Frequently Asked Questions
Does CMS have an official PCREE testing form I can download?
No. CMS does not publish a standardized PCREE testing form. The requirement is for documentation that satisfies NFPA 99 — your testing vendor should provide this form as part of their service. Use the checklist above to verify your vendor's report is adequate.
Can we create our own PCREE testing form?
Yes — facilities can use their own form as long as it captures all required data elements. However, in practice, the technician performing the test will generate the report using their calibrated test equipment, so the form is usually theirs. Your role is to verify it's complete and file it properly.
How long must we keep PCREE testing records?
CMS requires a minimum of 6 years. Some states require longer — verify your state's specific requirement with your state health department or long-term care licensing authority.
What happens if we can't produce a testing form during a survey?
Missing documentation is treated the same as non-compliance. Even if testing was performed, the absence of records is cited as a deficiency.
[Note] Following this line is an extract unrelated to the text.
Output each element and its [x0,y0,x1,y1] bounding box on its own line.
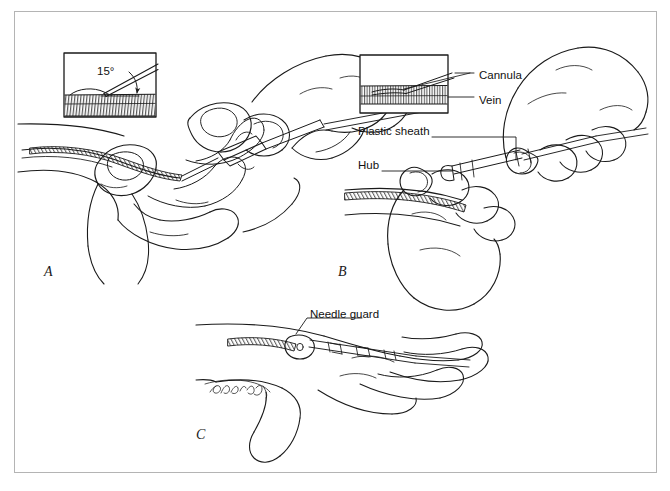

This is why organized record-keeping is as important as the testing itself.
We just switched testing vendors. Do we keep the old vendor's records?
Yes — prior records must be retained for the full required period regardless of which vendor produced them. Request copies from your former vendor if you don't already have them on file.
Next Steps
If you're building or auditing your PCREE documentation program, start with the free checklist below — it covers all documentation requirements alongside the physical testing checklist, so you can identify gaps before a surveyor does.
If you need a certified testing vendor to perform inspections and produce compliant documentation, use the quote form to get connected with a credentialed biomedical technician in your state.